72 per-key displays
Every key has its own 72×40 px OLED showing its current function — layers, languages and app overlays are visible at a glance, no guessing.
72 per-key displays
Every key has its own 72×40 px OLED showing its current function — layers, languages and app overlays are visible at a glance, no guessing.
Fully split ergonomic
Two halves linked over a full-duplex serial cable, so each hand sits exactly where it feels natural.

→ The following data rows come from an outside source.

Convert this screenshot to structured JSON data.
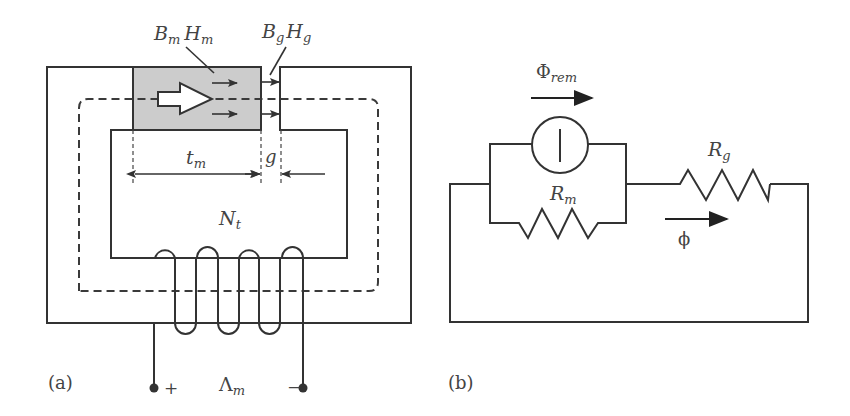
{
  "figure_a": {
    "panel_label": "(a)",
    "magnet_label_B": "B",
    "magnet_label_B_sub": "m",
    "magnet_label_H": "H",
    "magnet_label_H_sub": "m",
    "gap_label_B": "B",
    "gap_label_B_sub": "g",
    "gap_label_H": "H",
    "gap_label_H_sub": "g",
    "thickness_label": "t",
    "thickness_label_sub": "m",
    "gap_dim_label": "g",
    "turns_label": "N",
    "turns_label_sub": "t",
    "terminal_plus": "+",
    "terminal_minus": "−",
    "flux_linkage_label": "Λ",
    "flux_linkage_label_sub": "m",
    "magnet_fill": "#cccccc"
  },
  "figure_b": {
    "panel_label": "(b)",
    "source_flux_label": "Φ",
    "source_flux_label_sub": "rem",
    "magnet_reluctance_label": "R",
    "magnet_reluctance_label_sub": "m",
    "gap_reluctance_label": "R",
    "gap_reluctance_label_sub": "g",
    "loop_flux_label": "ϕ"
  }
}
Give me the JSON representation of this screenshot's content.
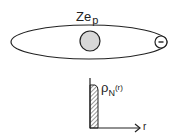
{
  "diagram": {
    "label_charge": "Ze",
    "label_charge_sub": "p",
    "electron_symbol": "-",
    "density_symbol": "ρ",
    "density_sub": "N",
    "density_arg": "(r)",
    "axis_label_x": "r",
    "colors": {
      "stroke": "#222222",
      "nucleus_fill": "#d8d8d8",
      "background": "#ffffff"
    }
  }
}
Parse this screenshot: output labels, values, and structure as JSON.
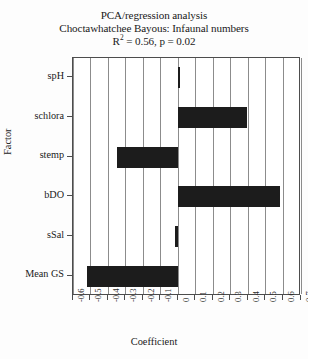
{
  "chart_data": {
    "type": "bar",
    "orientation": "horizontal",
    "title": "PCA/regression analysis",
    "subtitle": "Choctawhatchee Bayous: Infaunal numbers",
    "stat_line_prefix": "R",
    "stat_line_sup": "2",
    "stat_line_rest": " = 0.56, p = 0.02",
    "xlabel": "Coefficient",
    "ylabel": "Factor",
    "categories": [
      "spH",
      "schlora",
      "stemp",
      "bDO",
      "sSal",
      "Mean GS"
    ],
    "values": [
      0.0,
      0.39,
      -0.35,
      0.58,
      -0.02,
      -0.52
    ],
    "xlim": [
      -0.6,
      0.7
    ],
    "xticks": [
      -0.6,
      -0.5,
      -0.4,
      -0.3,
      -0.2,
      -0.1,
      0,
      0.1,
      0.2,
      0.3,
      0.4,
      0.5,
      0.6,
      0.7
    ],
    "xtick_labels": [
      "-0.6",
      "-0.5",
      "-0.4",
      "-0.3",
      "-0.2",
      "-0.1",
      "0",
      "0.1",
      "0.2",
      "0.3",
      "0.4",
      "0.5",
      "0.6",
      "0.7"
    ],
    "grid": "vertical",
    "legend": "none",
    "bar_color": "#1c1c1c",
    "grid_color": "#8c8c8c",
    "frame_color": "#4d4d4d",
    "background": "#ffffff"
  }
}
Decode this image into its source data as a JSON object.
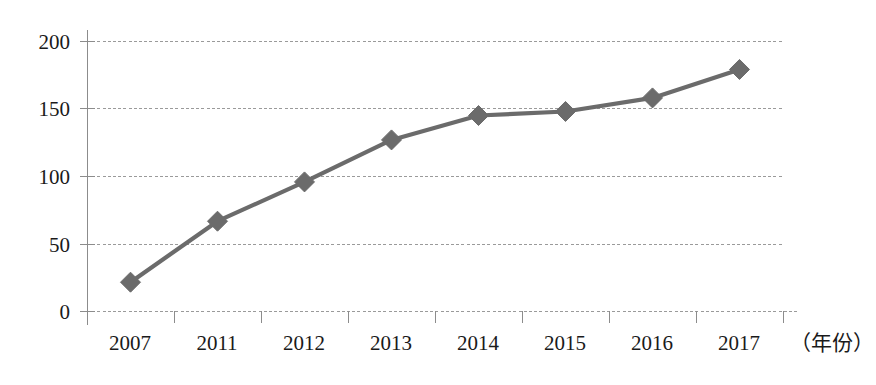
{
  "chart_data": {
    "type": "line",
    "title": "",
    "subtitle": "",
    "xlabel": "（年份）",
    "ylabel": "",
    "categories": [
      "2007",
      "2011",
      "2012",
      "2013",
      "2014",
      "2015",
      "2016",
      "2017"
    ],
    "values": [
      22,
      67,
      96,
      127,
      145,
      148,
      158,
      179
    ],
    "series": [
      {
        "name": "",
        "values": [
          22,
          67,
          96,
          127,
          145,
          148,
          158,
          179
        ]
      }
    ],
    "ylim": [
      0,
      200
    ],
    "yticks": [
      0,
      50,
      100,
      150,
      200
    ],
    "ytick_labels": [
      "0",
      "50",
      "100",
      "150",
      "200"
    ],
    "xtick_labels": [
      "2007",
      "2011",
      "2012",
      "2013",
      "2014",
      "2015",
      "2016",
      "2017"
    ],
    "grid": true,
    "grid_axis": "y",
    "legend": false,
    "legend_position": "none",
    "marker": "diamond",
    "line_color": "#6b6b6b",
    "marker_color": "#6b6b6b",
    "grid_color": "#9a9a9a",
    "axis_color": "#8c8c8c",
    "text_color": "#1a1a1a",
    "background": "#ffffff",
    "annotations": []
  },
  "geometry": {
    "plot_left": 87,
    "plot_right": 783,
    "axis_right_end": 799,
    "y_zero": 312,
    "y_top": 41,
    "band_width": 87
  }
}
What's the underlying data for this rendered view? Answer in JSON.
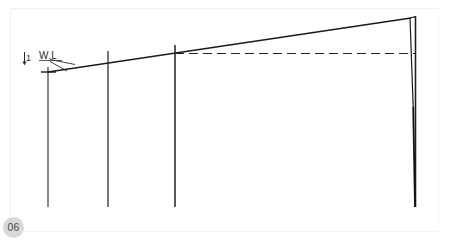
{
  "page": {
    "width": 451,
    "height": 241,
    "background_color": "#ffffff",
    "border_color": "#f0f0f0"
  },
  "badge": {
    "label": "06",
    "background_color": "#d9d9d9",
    "text_color": "#4a4a4a"
  },
  "annotations": {
    "water_line_label": "W.L",
    "dimension_label": "1",
    "arrow_icon": "arrow-down-icon"
  },
  "diagram": {
    "title": "",
    "line_color": "#1a1a1a",
    "dashed_color": "#222222",
    "sloped_top_line": {
      "x1": 48,
      "y1": 72,
      "x2": 411,
      "y2": 18
    },
    "dashed_line": {
      "x1": 175,
      "y1": 53.5,
      "x2": 416,
      "y2": 53.5,
      "dash": "9 5"
    },
    "verticals": [
      {
        "name": "station-0",
        "x": 48,
        "y_top": 67,
        "y_bottom": 207
      },
      {
        "name": "station-1",
        "x": 108,
        "y_top": 51,
        "y_bottom": 207
      },
      {
        "name": "station-2",
        "x": 175,
        "y_top": 45,
        "y_bottom": 207
      },
      {
        "name": "station-3",
        "x": 415.5,
        "y_top": 16,
        "y_bottom": 207
      }
    ],
    "wedge": {
      "apex_top": {
        "x": 410,
        "y": 18
      },
      "apex_bottom": {
        "x": 413,
        "y": 107
      },
      "tail_end": {
        "x": 415,
        "y": 207
      }
    },
    "tick_mark": {
      "x": 48,
      "y": 72,
      "half_width": 7
    },
    "leader_lines": [
      {
        "x1": 50,
        "y1": 59,
        "x2": 74,
        "y2": 64
      },
      {
        "x1": 50,
        "y1": 62,
        "x2": 68,
        "y2": 70
      }
    ]
  }
}
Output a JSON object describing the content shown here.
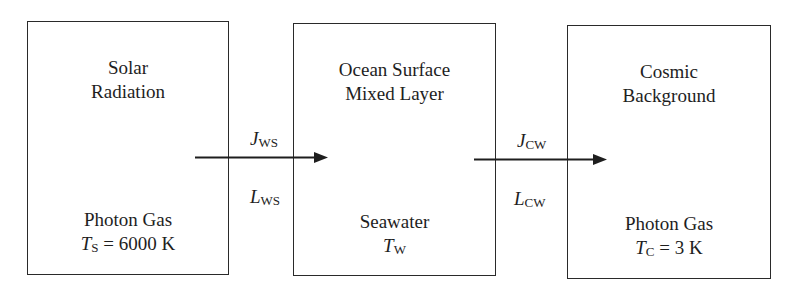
{
  "diagram": {
    "boxes": [
      {
        "id": "solar",
        "title_line1": "Solar",
        "title_line2": "Radiation",
        "substance": "Photon Gas",
        "temp_symbol": "T",
        "temp_subscript": "S",
        "temp_value": " = 6000 K"
      },
      {
        "id": "ocean",
        "title_line1": "Ocean Surface",
        "title_line2": "Mixed Layer",
        "substance": "Seawater",
        "temp_symbol": "T",
        "temp_subscript": "W",
        "temp_value": ""
      },
      {
        "id": "cosmic",
        "title_line1": "Cosmic",
        "title_line2": "Background",
        "substance": "Photon Gas",
        "temp_symbol": "T",
        "temp_subscript": "C",
        "temp_value": " = 3 K"
      }
    ],
    "flows": [
      {
        "energy_symbol": "J",
        "energy_subscript": "WS",
        "entropy_symbol": "L",
        "entropy_subscript": "WS"
      },
      {
        "energy_symbol": "J",
        "energy_subscript": "CW",
        "entropy_symbol": "L",
        "entropy_subscript": "CW"
      }
    ]
  }
}
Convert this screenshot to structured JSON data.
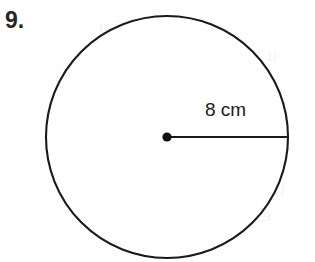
{
  "page": {
    "background_color": "#fefefe",
    "width": 315,
    "height": 262
  },
  "problem": {
    "number_label": "9."
  },
  "figure": {
    "shape": "circle",
    "stroke_color": "#1a1a1a",
    "fill_color": "#ffffff",
    "center_dot_color": "#111111",
    "radius_line_color": "#1a1a1a",
    "center_x": 167,
    "center_y": 137,
    "radius_px": 121,
    "radius_label": "8 cm",
    "radius_value": 8,
    "radius_units": "cm",
    "radius_line_from": "center",
    "radius_line_to": "right-edge"
  },
  "ghost_text": {
    "line1": "u p c a",
    "line2": "e t i o n",
    "line3": "r e a",
    "line4": "d i a m",
    "line5": "t h e",
    "line6": "e r c l e",
    "line7": "r a d i u"
  }
}
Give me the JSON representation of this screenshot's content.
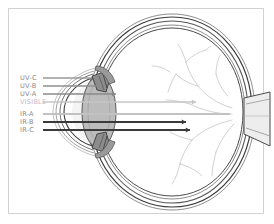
{
  "figure": {
    "frame": {
      "border_color": "#d2d2d2",
      "background": "#ffffff"
    }
  },
  "labels": [
    {
      "id": "uv-c",
      "text": "UV-C",
      "color": "#8a8a8a",
      "y": 74.5,
      "ray_y": 78.0,
      "ray_color": "#9a9a9a",
      "ray_width": 1.6,
      "end_x": 92,
      "head": false
    },
    {
      "id": "uv-b",
      "text": "UV-B",
      "color": "#8a8a8a",
      "y": 82.5,
      "ray_y": 86.0,
      "ray_color": "#8f8f8f",
      "ray_width": 1.6,
      "end_x": 96,
      "head": false
    },
    {
      "id": "uv-a",
      "text": "UV-A",
      "color": "#8a8a8a",
      "y": 90.5,
      "ray_y": 94.0,
      "ray_color": "#8a8a8a",
      "ray_width": 1.6,
      "end_x": 116,
      "head": true
    },
    {
      "id": "visible",
      "text": "VISIBLE",
      "color": "#c8b9c4",
      "y": 98.5,
      "ray_y": 102.0,
      "ray_color": "#c6c6c6",
      "ray_width": 1.5,
      "end_x": 196,
      "head": true
    },
    {
      "id": "ir-a",
      "text": "IR-A",
      "color": "#8a8a8a",
      "y": 110.5,
      "ray_y": 114.0,
      "ray_color": "#c2c2c2",
      "ray_width": 2.0,
      "end_x": 230,
      "head": false
    },
    {
      "id": "ir-b",
      "text": "IR-B",
      "color": "#8a8a8a",
      "y": 118.5,
      "ray_y": 122.0,
      "ray_color": "#3a3a3a",
      "ray_width": 1.8,
      "end_x": 186,
      "head": true
    },
    {
      "id": "ir-c",
      "text": "IR-C",
      "color": "#8a8a8a",
      "y": 126.5,
      "ray_y": 130.0,
      "ray_color": "#3a3a3a",
      "ray_width": 1.8,
      "end_x": 190,
      "head": true
    }
  ],
  "label_x": 20,
  "anatomy": {
    "sclera": "sclera-outline",
    "cornea": "cornea",
    "lens": "lens",
    "iris": "iris",
    "retina": "retina",
    "optic_nerve": "optic-nerve",
    "vitreous": "vitreous-body",
    "blood_vessels": "retinal-blood-vessels"
  },
  "colors": {
    "outline": "#3c3c3c",
    "sclera_fill": "#ffffff",
    "lens_fill": "#b9b9b9",
    "iris_fill": "#8f8f8f",
    "cornea_fill": "#d8d8d8",
    "nerve_fill": "#e2e2e2",
    "vessel": "#b0b0b0"
  }
}
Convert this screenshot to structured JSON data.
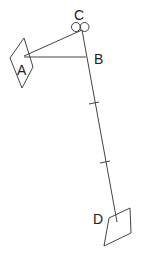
{
  "diagram": {
    "labels": {
      "A": "A",
      "B": "B",
      "C": "C",
      "D": "D"
    },
    "colors": {
      "line": "#444444",
      "text": "#222222",
      "background": "#ffffff"
    }
  }
}
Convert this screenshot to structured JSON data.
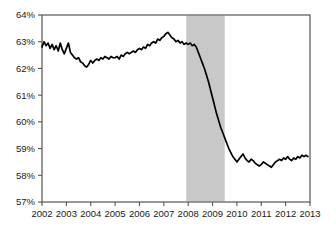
{
  "chart_data": {
    "type": "line",
    "title": "",
    "subtitle": "",
    "xlabel": "",
    "ylabel": "",
    "xlim": [
      2002.0,
      2013.0
    ],
    "ylim": [
      57,
      64
    ],
    "grid": false,
    "legend": null,
    "y_tick_labels": [
      "64%",
      "63%",
      "62%",
      "61%",
      "60%",
      "59%",
      "58%",
      "57%"
    ],
    "y_tick_values": [
      64,
      63,
      62,
      61,
      60,
      59,
      58,
      57
    ],
    "x_tick_labels": [
      "2002",
      "2003",
      "2004",
      "2005",
      "2006",
      "2007",
      "2008",
      "2009",
      "2010",
      "2011",
      "2012",
      "2013"
    ],
    "x_tick_values": [
      2002,
      2003,
      2004,
      2005,
      2006,
      2007,
      2008,
      2009,
      2010,
      2011,
      2012,
      2013
    ],
    "line_color": "#000000",
    "line_width": 1.7,
    "frame_color": "#555555",
    "shaded_regions": [
      {
        "name": "recession-band",
        "x_start": 2007.92,
        "x_end": 2009.5,
        "color": "#c8c8c8"
      }
    ],
    "series": [
      {
        "name": "employment-population-ratio",
        "x": [
          2002.0,
          2002.083,
          2002.167,
          2002.25,
          2002.333,
          2002.417,
          2002.5,
          2002.583,
          2002.667,
          2002.75,
          2002.833,
          2002.917,
          2003.0,
          2003.083,
          2003.167,
          2003.25,
          2003.333,
          2003.417,
          2003.5,
          2003.583,
          2003.667,
          2003.75,
          2003.833,
          2003.917,
          2004.0,
          2004.083,
          2004.167,
          2004.25,
          2004.333,
          2004.417,
          2004.5,
          2004.583,
          2004.667,
          2004.75,
          2004.833,
          2004.917,
          2005.0,
          2005.083,
          2005.167,
          2005.25,
          2005.333,
          2005.417,
          2005.5,
          2005.583,
          2005.667,
          2005.75,
          2005.833,
          2005.917,
          2006.0,
          2006.083,
          2006.167,
          2006.25,
          2006.333,
          2006.417,
          2006.5,
          2006.583,
          2006.667,
          2006.75,
          2006.833,
          2006.917,
          2007.0,
          2007.083,
          2007.167,
          2007.25,
          2007.333,
          2007.417,
          2007.5,
          2007.583,
          2007.667,
          2007.75,
          2007.833,
          2007.917,
          2008.0,
          2008.083,
          2008.167,
          2008.25,
          2008.333,
          2008.417,
          2008.5,
          2008.583,
          2008.667,
          2008.75,
          2008.833,
          2008.917,
          2009.0,
          2009.083,
          2009.167,
          2009.25,
          2009.333,
          2009.417,
          2009.5,
          2009.583,
          2009.667,
          2009.75,
          2009.833,
          2009.917,
          2010.0,
          2010.083,
          2010.167,
          2010.25,
          2010.333,
          2010.417,
          2010.5,
          2010.583,
          2010.667,
          2010.75,
          2010.833,
          2010.917,
          2011.0,
          2011.083,
          2011.167,
          2011.25,
          2011.333,
          2011.417,
          2011.5,
          2011.583,
          2011.667,
          2011.75,
          2011.833,
          2011.917,
          2012.0,
          2012.083,
          2012.167,
          2012.25,
          2012.333,
          2012.417,
          2012.5,
          2012.583,
          2012.667,
          2012.75,
          2012.833,
          2012.917
        ],
        "values": [
          62.8,
          63.0,
          62.85,
          62.95,
          62.75,
          62.9,
          62.7,
          62.85,
          62.65,
          62.95,
          62.7,
          62.55,
          62.75,
          62.95,
          62.6,
          62.5,
          62.4,
          62.35,
          62.4,
          62.25,
          62.2,
          62.1,
          62.05,
          62.15,
          62.3,
          62.2,
          62.3,
          62.35,
          62.3,
          62.4,
          62.35,
          62.45,
          62.4,
          62.35,
          62.45,
          62.4,
          62.4,
          62.45,
          62.35,
          62.5,
          62.45,
          62.55,
          62.6,
          62.55,
          62.6,
          62.65,
          62.6,
          62.7,
          62.75,
          62.7,
          62.8,
          62.75,
          62.9,
          62.85,
          62.95,
          63.0,
          62.95,
          63.1,
          63.05,
          63.15,
          63.2,
          63.3,
          63.35,
          63.25,
          63.15,
          63.1,
          63.0,
          63.05,
          62.95,
          63.0,
          62.9,
          62.95,
          62.9,
          62.95,
          62.85,
          62.9,
          62.8,
          62.6,
          62.4,
          62.2,
          62.0,
          61.75,
          61.5,
          61.2,
          60.9,
          60.6,
          60.3,
          60.05,
          59.8,
          59.6,
          59.4,
          59.2,
          59.0,
          58.85,
          58.7,
          58.6,
          58.5,
          58.6,
          58.7,
          58.8,
          58.65,
          58.55,
          58.5,
          58.6,
          58.55,
          58.45,
          58.4,
          58.35,
          58.4,
          58.5,
          58.45,
          58.4,
          58.35,
          58.3,
          58.4,
          58.5,
          58.55,
          58.6,
          58.55,
          58.65,
          58.6,
          58.7,
          58.6,
          58.55,
          58.65,
          58.6,
          58.7,
          58.65,
          58.75,
          58.7,
          58.75,
          58.7
        ]
      }
    ]
  }
}
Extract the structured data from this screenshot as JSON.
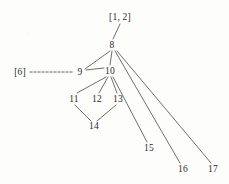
{
  "diagram": {
    "type": "directed-graph",
    "background_color": "#fdfdfc",
    "edge_color": "#555555",
    "text_color": "#2b2b2b",
    "nodes": [
      {
        "id": "8",
        "label": "8",
        "x": 112,
        "y": 45
      },
      {
        "id": "9",
        "label": "9",
        "x": 80,
        "y": 72
      },
      {
        "id": "10",
        "label": "10",
        "x": 110,
        "y": 71
      },
      {
        "id": "11",
        "label": "11",
        "x": 74,
        "y": 99
      },
      {
        "id": "12",
        "label": "12",
        "x": 97,
        "y": 99
      },
      {
        "id": "13",
        "label": "13",
        "x": 118,
        "y": 99
      },
      {
        "id": "14",
        "label": "14",
        "x": 94,
        "y": 126
      },
      {
        "id": "15",
        "label": "15",
        "x": 149,
        "y": 148
      },
      {
        "id": "16",
        "label": "16",
        "x": 183,
        "y": 169
      },
      {
        "id": "17",
        "label": "17",
        "x": 213,
        "y": 169
      }
    ],
    "bracket_labels": [
      {
        "id": "root-label",
        "label": "[1, 2]",
        "x": 120,
        "y": 17
      },
      {
        "id": "six-label",
        "label": "[6]",
        "x": 20,
        "y": 72
      }
    ],
    "edges": [
      {
        "from": "[1, 2]",
        "to": "8",
        "style": "solid",
        "x1": 120,
        "y1": 24,
        "x2": 113,
        "y2": 39
      },
      {
        "from": "8",
        "to": "9",
        "style": "solid",
        "x1": 110,
        "y1": 51,
        "x2": 85,
        "y2": 69
      },
      {
        "from": "8",
        "to": "10",
        "style": "solid",
        "x1": 112,
        "y1": 51,
        "x2": 110,
        "y2": 65
      },
      {
        "from": "8",
        "to": "16",
        "style": "solid",
        "x1": 115,
        "y1": 51,
        "x2": 180,
        "y2": 163
      },
      {
        "from": "8",
        "to": "17",
        "style": "solid",
        "x1": 117,
        "y1": 51,
        "x2": 211,
        "y2": 163
      },
      {
        "from": "[6]",
        "to": "9",
        "style": "dashed",
        "x1": 30,
        "y1": 72,
        "x2": 74,
        "y2": 72
      },
      {
        "from": "9",
        "to": "10",
        "style": "solid",
        "x1": 86,
        "y1": 70,
        "x2": 104,
        "y2": 68
      },
      {
        "from": "10",
        "to": "11",
        "style": "solid",
        "x1": 106,
        "y1": 77,
        "x2": 77,
        "y2": 93
      },
      {
        "from": "10",
        "to": "12",
        "style": "solid",
        "x1": 108,
        "y1": 77,
        "x2": 99,
        "y2": 93
      },
      {
        "from": "10",
        "to": "13",
        "style": "solid",
        "x1": 111,
        "y1": 77,
        "x2": 117,
        "y2": 93
      },
      {
        "from": "10",
        "to": "15",
        "style": "solid",
        "x1": 113,
        "y1": 77,
        "x2": 147,
        "y2": 142
      },
      {
        "from": "11",
        "to": "14",
        "style": "solid",
        "x1": 75,
        "y1": 105,
        "x2": 91,
        "y2": 121
      },
      {
        "from": "13",
        "to": "14",
        "style": "solid",
        "x1": 116,
        "y1": 105,
        "x2": 97,
        "y2": 121
      }
    ]
  }
}
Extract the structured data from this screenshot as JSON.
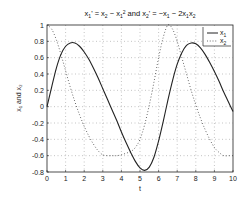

Available as Split72 and the smaller Split42.
Context-aware overlays
The host software tracks your active window and re-labels every key automatically when you switch apps.
Open hardware & firmware
KiCad schematics, gerbers, STL case files, a QMK firmware fork and the Python host app — every layer is open.
PolyKybd is built from a handful of open-source repositories that work together:
| Component | What it is |
|---|---|
| PolyKybd hardware | KiCad PCBs, 3D-printable case and key stems, assembly guide |
| QMK firmware | The keyboard firmware (RP2040) — branch PolyKybd, variants split72 & split42 |
| PolyKybdHost | Python host app (Windows / macOS / Linux) — daemon + tray GUI + polyctl CLI |
| Adafruit GFX (fork) | Rendering library + fontconvert used to draw icons and text on the displays |
| PolyKybd CTND | Raspberry Pi hardware-in-the-loop test & CI rig (development infrastructure) |
See Architecture & Ecosystem for how these pieces talk to each other.
PolyKybd is an independent open hardware project. If you find it useful, consider supporting it via Ko-fi or joining the Discord.